I have not called attention to this sordid and debased mentality inorder to refute it here and now. Homicide is a denial of God’s ,exclusive right over human life. Nor is it my purpose to enlarge on the fact that much so-called humanitarianism, the cry to relieve the sufferings of incurables, the cry of the right to suicide the cry of the right and duty of individuals to tamper with the very sources of life. the cry of the right of society to protect itself by annihilation of the defenseless, is grounded on a hard-boiled, cruel, fatalistic, cynical, pagan aspect toward life which casts our helpless infants on the mountaintops to be the food of vultures and wild beasts. It is the same ruthless philosophy which enslaved whole nations that Roman and Greek patricians might live in ease, rottenness and corruption. Many of the modern proposals are grounded on that evolutionary theory which maintains that human development must come by the rigid and ruthless elimination of the unfit. Euthanasia, social betterment, contraception for the poor, therapeutic abortions, eugenics by way of sterilization are humanitarian shibboleths and catch phrases covering up a cruel ideology and frequently a bitter and ruthless class warfare.

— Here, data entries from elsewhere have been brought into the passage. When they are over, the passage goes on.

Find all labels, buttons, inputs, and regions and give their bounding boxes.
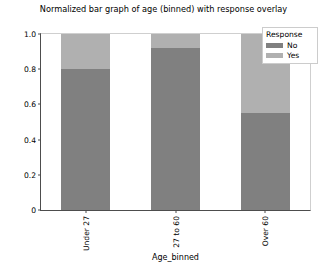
legend-title: Response (266, 30, 314, 39)
y-tick-label: 1.0 (24, 30, 41, 39)
y-tick-label: 0.2 (24, 170, 41, 179)
legend: Response NoYes (262, 27, 318, 64)
legend-entry[interactable]: No (266, 40, 314, 50)
x-tick-mark (265, 210, 266, 213)
bar-stack[interactable] (151, 34, 200, 210)
x-tick-label: Over 60 (261, 216, 270, 246)
x-tick-label: Under 27 (82, 216, 91, 251)
legend-entry[interactable]: Yes (266, 50, 314, 60)
legend-swatch (266, 43, 283, 48)
bar-segment-yes[interactable] (61, 34, 110, 69)
y-tick-label: 0 (31, 206, 41, 215)
bar-segment-no[interactable] (61, 69, 110, 210)
legend-entries: NoYes (266, 40, 314, 60)
bar-segment-no[interactable] (151, 48, 200, 210)
chart-title: Normalized bar graph of age (binned) wit… (0, 4, 327, 14)
x-tick-label: 27 to 60 (172, 216, 181, 248)
y-tick-label: 0.6 (24, 100, 41, 109)
x-tick-mark (85, 210, 86, 213)
x-tick-mark (175, 210, 176, 213)
bar-stack[interactable] (61, 34, 110, 210)
legend-swatch (266, 53, 283, 58)
bar-segment-yes[interactable] (151, 34, 200, 48)
legend-label: No (287, 41, 297, 50)
y-tick-label: 0.8 (24, 65, 41, 74)
x-axis-label: Age_binned (40, 253, 311, 262)
y-tick-label: 0.4 (24, 135, 41, 144)
bar-segment-no[interactable] (241, 113, 290, 210)
legend-label: Yes (287, 51, 299, 60)
matplotlib-figure: Normalized bar graph of age (binned) wit… (0, 0, 327, 275)
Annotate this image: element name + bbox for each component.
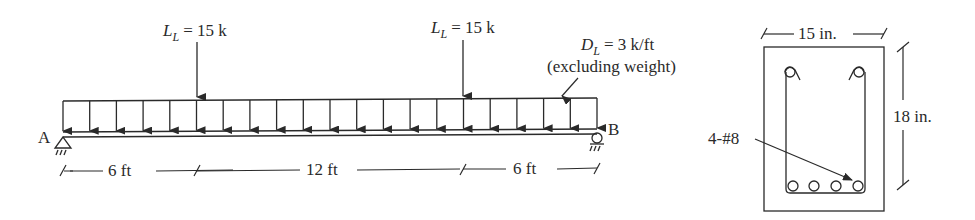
section-height-label: 18 in.	[893, 107, 932, 126]
dimension-2: 12 ft	[306, 160, 338, 179]
point-load-2: LL= 15 k	[430, 18, 495, 96]
point-load-1: LL= 15 k	[162, 21, 227, 97]
svg-text:DL= 3 k/ft: DL= 3 k/ft	[580, 35, 654, 58]
svg-text:LL= 15 k: LL= 15 k	[162, 21, 227, 44]
roller-support-b	[590, 133, 604, 151]
rebar-leader	[755, 139, 852, 180]
rebar-label: 4-#8	[708, 129, 739, 148]
beam-diagram: A B LL= 15 k LL= 15 k DL= 3 k/ft (exclud…	[0, 0, 975, 220]
distributed-load-label: DL= 3 k/ft (excluding weight)	[0, 0, 676, 96]
svg-text:LL= 15 k: LL= 15 k	[430, 18, 495, 41]
distributed-load-note: (excluding weight)	[547, 57, 676, 76]
dimension-3: 6 ft	[513, 159, 536, 178]
support-a-label: A	[38, 128, 51, 147]
support-b-label: B	[608, 120, 619, 139]
load-symbol: L	[162, 21, 172, 40]
pin-support-a	[55, 137, 71, 155]
dimension-1: 6 ft	[108, 161, 131, 180]
cross-section	[764, 47, 884, 211]
section-width-label: 15 in.	[798, 24, 837, 43]
distributed-load	[63, 98, 597, 131]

What I do want to emphasize is the cheapened regard for human life, based on materialism and atheism, which has become widespread under the impulse of a false, unscientific and immoral liberalism. This is fact number one. Fact number two is the growing hatred, contempt, fear and snarling opposition to the Catholic Church by those liberals who see clearly that Catholic philosophy and Catholic dogma alone stand in the way of their propaganda. The so-called liberals are growing in power and influence; their ideas have penetrated the masses. Their assaults on our judicial structure have been in large measure successful. They have been busy liberalizing our laws, that is, paganizing them. The struggle has reached the stage of bitterness and resentment.
Are educated Catholics blind to the fact that we have here all the elements of persecution? Sinclair Lewis has just written a book on Fascism under the title, ’It Can’t Happen Here’, meaning it can happen here. Catholics in the United States are living in a fool’s paradise. They read of and hear of the persecutions of Catholics in Mexico, in Germany, and in Russia. They fold their arms and beguile and hypnotize themselves with the phrase, 'It can’t happen here.’ Well, it can happen here. As a matter of fact, it is happening here covertly at this moment.

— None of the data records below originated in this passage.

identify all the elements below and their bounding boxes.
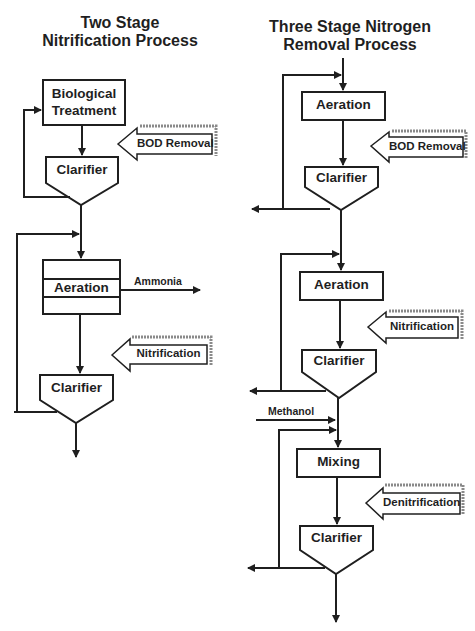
ammonia-label: Ammonia — [134, 275, 182, 287]
clarifier-right-1-label: Clarifier — [305, 170, 378, 185]
aeration-right-1-label: Aeration — [302, 97, 385, 112]
nitrification-right-label: Nitrification — [386, 320, 458, 332]
nitrification-left-label: Nitrification — [130, 347, 207, 359]
treatment-label-line2: Treatment — [43, 102, 125, 119]
aeration-right-2-label: Aeration — [300, 277, 383, 292]
clarifier-right-3-label: Clarifier — [300, 530, 373, 545]
biological-label-line1: Biological — [43, 85, 125, 102]
aeration-left-label: Aeration — [43, 280, 120, 295]
bod-removal-right-label: BOD Removal — [389, 140, 463, 152]
mixing-label: Mixing — [297, 454, 380, 469]
clarifier-2-left-label: Clarifier — [40, 380, 113, 395]
methanol-label: Methanol — [268, 405, 314, 417]
bod-removal-left-label: BOD Removal — [137, 137, 212, 149]
biological-treatment-label: Biological Treatment — [43, 85, 125, 119]
clarifier-right-2-label: Clarifier — [302, 353, 376, 368]
clarifier-1-left-label: Clarifier — [46, 162, 118, 177]
denitrification-right-label: Denitrification — [383, 496, 460, 508]
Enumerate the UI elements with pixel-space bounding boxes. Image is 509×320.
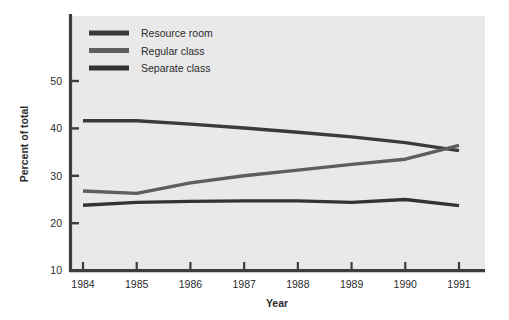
chart-legend: Resource roomRegular classSeparate class [89, 27, 213, 74]
x-tick-label: 1986 [179, 278, 203, 290]
x-tick-label: 1991 [447, 278, 471, 290]
legend-swatch [89, 31, 129, 36]
x-tick-label: 1989 [340, 278, 364, 290]
x-tick-label: 1988 [286, 278, 310, 290]
y-tick-label: 30 [50, 170, 62, 182]
y-tick-label: 40 [50, 122, 62, 134]
chart-figure: 1020304050 19841985198619871988198919901… [0, 0, 509, 320]
x-tick-label: 1987 [232, 278, 256, 290]
legend-label: Separate class [141, 62, 210, 74]
x-axis-title: Year [266, 297, 288, 309]
line-chart: 1020304050 19841985198619871988198919901… [0, 0, 509, 320]
x-tick-label: 1984 [71, 278, 95, 290]
y-tick-label: 10 [50, 264, 62, 276]
x-tick-label: 1990 [394, 278, 418, 290]
legend-label: Resource room [141, 27, 213, 39]
legend-swatch [89, 66, 129, 71]
y-axis-title: Percent of total [18, 106, 30, 183]
y-tick-label: 50 [50, 75, 62, 87]
legend-label: Regular class [141, 45, 205, 57]
legend-swatch [89, 48, 129, 53]
y-tick-label: 20 [50, 217, 62, 229]
x-tick-label: 1985 [125, 278, 149, 290]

A bitter conflict between false liberalism and the Catholic truth which makes men free is being waged anew. A spark can start a conflagration, the end of which no man can foresee. Nor can the Catholic laity, least of all the educated Catholic laity be indifferent or neutral in this struggle; you are the body of Christ and members of His members. Christ is in you and you in Him. To be indifferent to the sufferings of Christ’s body in Mexico, in Germany, in Russia is to be indifferent to Christ; it is the right, nay the duty, of educated Catholics in America to be prepared for the inevitable struggle. I advise my listeners to read the Encyclical of that brilliant Pope and leader, Leo XIII, on the 'Chief Duties of Christians as Citizens.’
Virtual Vendée’s Editorial Note:
Author was a Professor of Ethics, teaching on Fordham University (United States). This speech was broadcasted by Radio Station WLWL on November 15,1935.